Tag Archives: Norwegian Game Awards

Mosquito Mania with Trondheim Makers

How did a young student with almost no programming experience and little hardware knowledge win Game of the year and Best Technical Achievement at the Norwegian Game Awards? Perhaps most importantly, how did the title claim victory without a traditional “playscreen?”

Quite simply, Mosquito Mania isn`t really a video game in the classic sense and can probably best be defined as an audio game.

mosquitomania

Mosquito Mania started out as a student project at Music Technology at NTNU (Norwegian University of Science and Technology), with students asked to determine ”how to best use sound in terms of interaction with people.”

Although most of the class chose a musical approach, Sigurd Gran-Jansen adopted a different tact. Essentially, Mosquito Mania is a game where the player is surrounded by invisible mosquito swarms whose buzz is outputted by 8 speakers. The mission? To take out as many mosquitos as you can in 60 seconds, only armed with sensors that are attached to a plastic rifle.

”My programming skills where extremely limited when I started the project, but I had a teacher who was into Arduino, and he really supported me,” Sigurd Gran-Jansen explained. “Sometimes he even sat down and helped me after working hours, and his drive was really inspirational for me to achieve this.”

The hardware setup on the gun side consists of a magnometer and an accelerometer attached to an Atmel-based Arduino board. The signal is subsequently transferred to a computer (via XBee) which in turn executes all calculations on the sound spatialization while running game algorithms. C is used to program the microcontroller, with Java, cSound, JS and MAX/MSP chosen for the software side of the project.

“I spent about 2.5 months on the project and the last two weeks I worked from 8 in the morning until 2 a night. The last four days before the Game Awards, I slept at the university, so I didn’t have to waste time traveling between my apartment and the university,” Sigurd Gran-Jansen added. “I had so much lack of sleep that I started to hallucinate. It is not cool when you see a Lion attacking a Zebra in the office at 9 p.m. Stuff like that shouldn’t happen before 1 a.m., and there should definitely be a Seal involved.”

But as probably most of us have experienced, not everything goes as planned.

“The first time I ever tested the system with actually surround sound, was the nigh before it was going to be presented and evaluated by the professors. Nothing worked,” he said. “There was no sound and the sensors went haywire! I spent the whole night, and the following day troubleshooting and do some last minute hacks, and 5 minutes before it was my turn to present the game, it worked! ‘Luck favors the prepared’ some says, and that night I felt that saying suited me.”

Clearly, one can come a long way with a great amount of creativity, the will to learn, an inspirational teacher and some easy to understand hardware.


**WHAT YOU WILL DO**:
Could you find every line in the entries below that holds the word "this" and copy it?

**ENTRIES SUPPLIED**:
──────────

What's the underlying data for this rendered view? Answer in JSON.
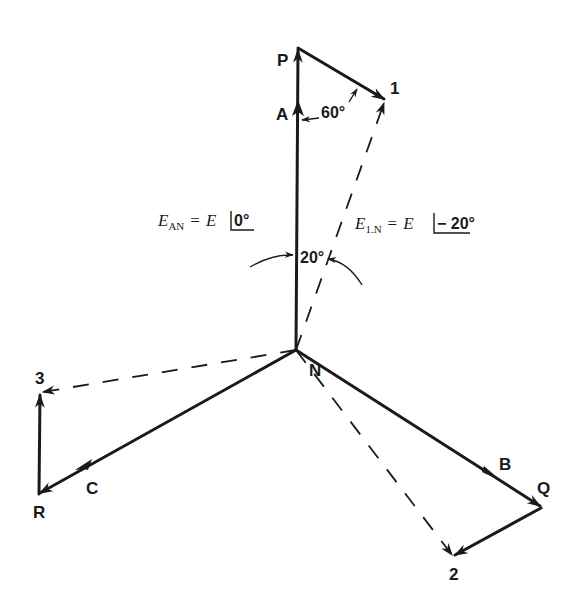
{
  "diagram": {
    "type": "phasor-diagram",
    "colors": {
      "ink": "#1a1a1a",
      "background": "#ffffff"
    },
    "nodes": {
      "N": {
        "label": "N",
        "x": 296,
        "y": 350
      },
      "P": {
        "label": "P",
        "x": 298,
        "y": 48
      },
      "Q": {
        "label": "Q",
        "x": 541,
        "y": 508
      },
      "R": {
        "label": "R",
        "x": 38,
        "y": 494
      },
      "pt1": {
        "label": "1",
        "x": 385,
        "y": 100
      },
      "pt2": {
        "label": "2",
        "x": 454,
        "y": 557
      },
      "pt3": {
        "label": "3",
        "x": 40,
        "y": 393
      }
    },
    "phase_labels": {
      "A": "A",
      "B": "B",
      "C": "C"
    },
    "angles": {
      "top": "60°",
      "middle": "20°"
    },
    "equations": {
      "ean": {
        "var": "E",
        "sub": "AN",
        "eq": "=",
        "rhs": "E",
        "angle": "0°"
      },
      "e1n": {
        "var": "E",
        "sub": "1.N",
        "eq": "=",
        "rhs": "E",
        "angle": "− 20°"
      }
    },
    "solid_vectors": [
      {
        "from": "N",
        "to": "P",
        "label": "A"
      },
      {
        "from": "N",
        "to": "Q",
        "label": "B"
      },
      {
        "from": "N",
        "to": "R",
        "label": "C"
      },
      {
        "from": "P",
        "to": "pt1"
      },
      {
        "from": "Q",
        "to": "pt2"
      },
      {
        "from": "R",
        "to": "pt3"
      }
    ],
    "dashed_vectors": [
      {
        "from": "N",
        "to": "pt1"
      },
      {
        "from": "N",
        "to": "pt2"
      },
      {
        "from": "N",
        "to": "pt3"
      }
    ]
  }
}
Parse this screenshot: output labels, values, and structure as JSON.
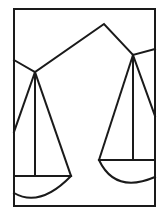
{
  "image": {
    "description": "Line drawing of a balance scale with two hanging pans inside a rectangular frame",
    "icon": "balance-scale-icon",
    "colors": {
      "background": "#ffffff",
      "line": "#1a1a1a"
    }
  }
}
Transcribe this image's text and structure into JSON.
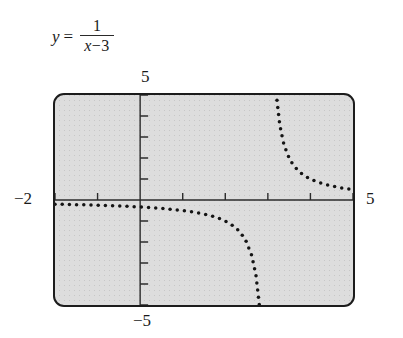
{
  "equation": {
    "lhs": "y",
    "equals": "=",
    "numerator": "1",
    "denominator_var": "x",
    "denominator_op": "−",
    "denominator_num": "3"
  },
  "window_labels": {
    "ymax": "5",
    "ymin": "−5",
    "xmin": "−2",
    "xmax": "5"
  },
  "chart_data": {
    "type": "scatter",
    "xlabel": "",
    "ylabel": "",
    "xlim": [
      -2,
      5
    ],
    "ylim": [
      -5,
      5
    ],
    "grid": false,
    "legend": null,
    "style": "dotted-graphing-calculator",
    "asymptote_vertical": 3,
    "asymptote_horizontal": 0,
    "xticks": [
      -2,
      -1,
      0,
      1,
      2,
      3,
      4,
      5
    ],
    "yticks": [
      -5,
      -4,
      -3,
      -2,
      -1,
      0,
      1,
      2,
      3,
      4,
      5
    ],
    "tick_step": 1,
    "series": [
      {
        "name": "left branch (x < 3)",
        "x": [
          -2.0,
          -1.86,
          -1.72,
          -1.58,
          -1.44,
          -1.3,
          -1.16,
          -1.02,
          -0.88,
          -0.74,
          -0.6,
          -0.46,
          -0.32,
          -0.18,
          -0.04,
          0.1,
          0.24,
          0.38,
          0.52,
          0.66,
          0.8,
          0.94,
          1.08,
          1.22,
          1.36,
          1.5,
          1.64,
          1.78,
          1.92,
          2.06,
          2.2,
          2.34,
          2.48,
          2.62,
          2.72,
          2.8,
          2.86,
          2.9,
          2.93,
          2.95,
          2.97,
          2.98
        ],
        "y": [
          -0.2,
          -0.205,
          -0.212,
          -0.218,
          -0.225,
          -0.233,
          -0.24,
          -0.249,
          -0.258,
          -0.267,
          -0.278,
          -0.289,
          -0.301,
          -0.314,
          -0.329,
          -0.345,
          -0.362,
          -0.381,
          -0.403,
          -0.427,
          -0.455,
          -0.485,
          -0.521,
          -0.562,
          -0.61,
          -0.667,
          -0.735,
          -0.82,
          -0.926,
          -1.064,
          -1.25,
          -1.504,
          -1.923,
          -2.632,
          -3.571,
          -5.0,
          -7.14,
          -10.0,
          -14.3,
          -20.0,
          -33.3,
          -50.0
        ]
      },
      {
        "name": "right branch (x > 3)",
        "x": [
          3.02,
          3.03,
          3.05,
          3.07,
          3.1,
          3.14,
          3.2,
          3.28,
          3.36,
          3.46,
          3.56,
          3.68,
          3.8,
          3.92,
          4.04,
          4.16,
          4.28,
          4.4,
          4.52,
          4.64,
          4.76,
          4.88,
          5.0
        ],
        "y": [
          50.0,
          33.3,
          20.0,
          14.3,
          10.0,
          7.14,
          5.0,
          3.571,
          2.778,
          2.174,
          1.786,
          1.471,
          1.25,
          1.087,
          0.962,
          0.862,
          0.781,
          0.714,
          0.658,
          0.61,
          0.568,
          0.532,
          0.5
        ]
      }
    ]
  }
}
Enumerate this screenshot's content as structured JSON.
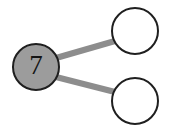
{
  "diagram": {
    "type": "node-link-diagram",
    "background_color": "#ffffff",
    "canvas": {
      "width": 173,
      "height": 135
    },
    "nodes": [
      {
        "id": "root",
        "label": "7",
        "role": "root-node",
        "filled": true,
        "fill_color": "#9c9c9c",
        "stroke_color": "#1f1f1f",
        "stroke_width": 2,
        "label_color": "#141414",
        "cx": 36,
        "cy": 67,
        "r": 23
      },
      {
        "id": "child-top",
        "label": "",
        "role": "child-node-top",
        "filled": false,
        "fill_color": "#ffffff",
        "stroke_color": "#1f1f1f",
        "stroke_width": 2,
        "label_color": "#141414",
        "cx": 135,
        "cy": 31,
        "r": 23
      },
      {
        "id": "child-bottom",
        "label": "",
        "role": "child-node-bottom",
        "filled": false,
        "fill_color": "#ffffff",
        "stroke_color": "#1f1f1f",
        "stroke_width": 2,
        "label_color": "#141414",
        "cx": 135,
        "cy": 101,
        "r": 23
      }
    ],
    "edges": [
      {
        "id": "edge-root-top",
        "from": "root",
        "to": "child-top",
        "color": "#8d8d8d",
        "width": 6,
        "x1": 56,
        "y1": 58,
        "x2": 115,
        "y2": 41
      },
      {
        "id": "edge-root-bottom",
        "from": "root",
        "to": "child-bottom",
        "color": "#8d8d8d",
        "width": 6,
        "x1": 56,
        "y1": 77,
        "x2": 115,
        "y2": 92
      }
    ]
  }
}
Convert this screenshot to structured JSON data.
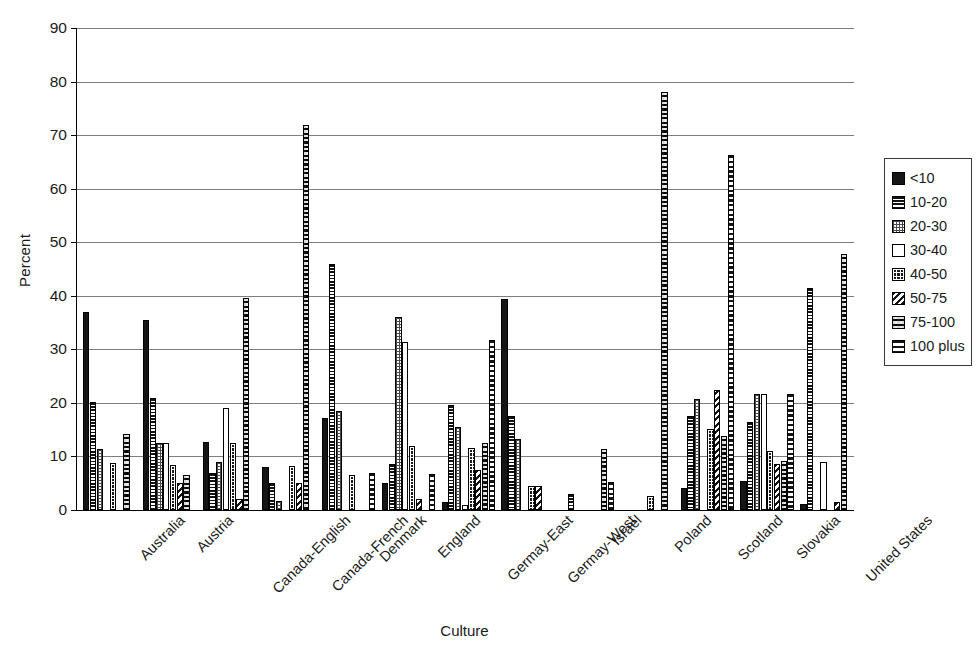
{
  "chart_data": {
    "type": "bar",
    "title": "",
    "xlabel": "Culture",
    "ylabel": "Percent",
    "ylim": [
      0,
      90
    ],
    "ytick_step": 10,
    "yticks": [
      0,
      10,
      20,
      30,
      40,
      50,
      60,
      70,
      80,
      90
    ],
    "grid": true,
    "legend_position": "right",
    "orientation": "vertical",
    "grouping": "clustered",
    "categories": [
      "Australia",
      "Austria",
      "Canada-English",
      "Canada-French",
      "Denmark",
      "England",
      "Germay-East",
      "Germay-West",
      "Israel",
      "Poland",
      "Scotland",
      "Slovakia",
      "United States"
    ],
    "series": [
      {
        "name": "<10",
        "pattern": "solid-black",
        "values": [
          37.0,
          35.5,
          12.7,
          8.0,
          17.2,
          5.0,
          1.5,
          39.4,
          0.0,
          0.0,
          4.1,
          5.5,
          1.2
        ]
      },
      {
        "name": "10-20",
        "pattern": "horizontal-lines",
        "values": [
          20.1,
          20.9,
          7.0,
          5.0,
          46.0,
          8.5,
          19.7,
          17.6,
          3.0,
          0.0,
          17.5,
          16.5,
          41.4
        ]
      },
      {
        "name": "20-30",
        "pattern": "fine-grid",
        "values": [
          11.4,
          12.5,
          9.0,
          1.6,
          18.5,
          36.1,
          15.5,
          13.3,
          0.0,
          0.0,
          20.7,
          21.6,
          0.0
        ]
      },
      {
        "name": "30-40",
        "pattern": "empty-white",
        "values": [
          0.0,
          12.5,
          19.0,
          0.0,
          0.0,
          31.4,
          1.0,
          0.0,
          0.0,
          0.0,
          0.0,
          21.7,
          9.0
        ]
      },
      {
        "name": "40-50",
        "pattern": "black-grid",
        "values": [
          8.7,
          8.4,
          12.5,
          8.3,
          6.5,
          11.9,
          11.5,
          4.4,
          0.0,
          2.7,
          15.1,
          11.0,
          0.0
        ]
      },
      {
        "name": "50-75",
        "pattern": "diagonal-hatch",
        "values": [
          0.0,
          5.0,
          2.0,
          5.0,
          0.0,
          2.0,
          7.5,
          4.4,
          0.0,
          0.0,
          22.4,
          8.5,
          1.5
        ]
      },
      {
        "name": "75-100",
        "pattern": "checker",
        "values": [
          14.2,
          6.5,
          39.5,
          71.8,
          0.0,
          0.0,
          12.5,
          0.0,
          11.4,
          78.1,
          13.8,
          9.2,
          47.8
        ]
      },
      {
        "name": "100 plus",
        "pattern": "wide-horizontal",
        "values": [
          0.0,
          0.0,
          0.0,
          0.0,
          7.0,
          6.8,
          31.8,
          0.0,
          5.3,
          0.0,
          66.2,
          21.6,
          0.0
        ]
      }
    ]
  },
  "legend": {
    "items": [
      {
        "label": "<10"
      },
      {
        "label": "10-20"
      },
      {
        "label": "20-30"
      },
      {
        "label": "30-40"
      },
      {
        "label": "40-50"
      },
      {
        "label": "50-75"
      },
      {
        "label": "75-100"
      },
      {
        "label": "100 plus"
      }
    ]
  }
}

──────────

**OUTPUT OF THE EXERCISE**:
What's the underlying data for this rendered view? Answer in JSON.
Parse this screenshot: output labels, values, and structure as JSON.
Transcribe this image's text and structure into JSON.
Enumerate this screenshot's content as structured JSON.
Convert this screenshot to structured JSON data.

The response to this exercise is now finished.